It’s 5 p.m. and the sunlight is fading in the Congolese fishing village of Mboko, on the shores of Lake Tanganyika, when we spot two wooden boats on the horizon. Immigration officials and local residents tell us the boats carry refugees from Burundi, where political violence ahead of the presidential election has driven 105,000 people to flee the country in recent weeks.
“There is no peace” in Burundi, says 18-year-old Aline Sibomana, moments after stepping onto dry land. “Everyone is running everywhere. Students are not learning anymore. We are just staying at home. There is no peace. That’s why I decided to come here.”
Sibomana tells me she had been studying biochemistry in the capital, Bujumbura, and dreaming of becoming a nurse or a doctor. Now she doesn’t know what her future holds. She is one of 9,000 Burundian refugees who have arrived here in the Democratic Republic of the Congo (DRC) since April. She plans to return home if peace returns, but says she doesn’t see that happening anytime soon.
The white sand beach here stretches for 90 kilometres between the towns of Uvira and Baraka, in DRC’s South Kivu province. It would make for a beautiful tourist destination. Instead, it’s been a recurring transit point for refugees fleeing to and from the DRC in 1972, 1993, 1996 and now, once more, in 2015.
“Many of the people in the village have been refugees in Burundi and in Tanzania,” says Kabue Donatien, the 51-year-old chief of Majengo, a village on the edge of Baraka. “We spend our time fleeing from one side to the other. But what did we do to God to deserve this?”
“We have been refugees as well. We cannot let another refugee suffer.”
For the past few weeks, Donatien has been trying to find ways to host those arriving from Burundi. Taking in refugees is hard on many families here, but a sense of solidarity leads them to share what little they have.
“Eighty per cent of the people of Majengo were once refugees in Tanzania and in Burundi, and many are still there,” says Donatien, who was himself a refugee in Tanzania from 1996 to 2009. “Everyone knows this situation. We have been refugees as well. We cannot let another refugee suffer.”
Venant Kabura and his family are among those receiving a warm welcome in Majengo. When they arrived from Burundi on 25 April, Kabura went to see the village chief, who provided them with a small house. They are now sharing it with neighbours from back home.
“It is already the second time we’ve fled” to the DRC, Kabura says. The first time they went to Mboko, where they lived from 1993 to 2013 and where all but the youngest of his children was born. They went back to Burundi, but now, just a year and half later, they have had to flee again.
“The chief of the village gave us this house,” Kabura says. “Here we spend the night without being worried by the war. We are well so far, and I want to stay here. The population welcomes the refugees. When we arrived, they welcomed us. They helped us a lot. All the pots, kitchen utensils, mosquito nets you see were given to us by neighbours. At first when we arrived they were also bringing us some things to eat, like cassava flour.”
But Majengo’s local residents are feeling the strain. Even Donatien, the chief, says he feels the burden. “We helped them,” he says. “We gave them the little we had. Even I remained without anything.”
To ease the burden on host families, UNHCR is working with the government to relocate refugees to a newly identified site near Mboko, where they will have access to schools, health centres and other needed facilities.
“If there is peace on the other side and if I can go back home, I can think again about realizing my ambitions.”
For now, the mood in Mboko is bittersweet. Burundians who arrived in recent weeks, and others who came years ago, gather on the beach to wait for the boats. Many Congolese, once refugees themselves, come too. Each time another boat lands and the newest refugees disembark, people embrace one another, grateful for their safe arrival but concerned about others who remain at risk in Burundi.
“If there is peace on the other side and if I can go back home, I can think again about realizing my ambitions,” says Sibomana, still hoping to resume her studies and pursue a career in medicine. “I already start guessing that life in refuge is not easy, and I already imagine that I will go through many difficult moments.”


**Task item:** When a line in the listing contains the string "diagram", pick it out and copy it.

**Data shown:**
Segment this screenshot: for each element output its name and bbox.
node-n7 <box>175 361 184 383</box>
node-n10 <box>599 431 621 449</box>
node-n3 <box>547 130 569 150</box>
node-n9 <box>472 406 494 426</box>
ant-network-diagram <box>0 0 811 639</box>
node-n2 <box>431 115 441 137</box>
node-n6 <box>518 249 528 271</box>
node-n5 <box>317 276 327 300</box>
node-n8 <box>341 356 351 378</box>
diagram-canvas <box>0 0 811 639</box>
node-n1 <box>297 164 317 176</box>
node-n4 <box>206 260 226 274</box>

**Output:**
ant-network-diagram <box>0 0 811 639</box>
diagram-canvas <box>0 0 811 639</box>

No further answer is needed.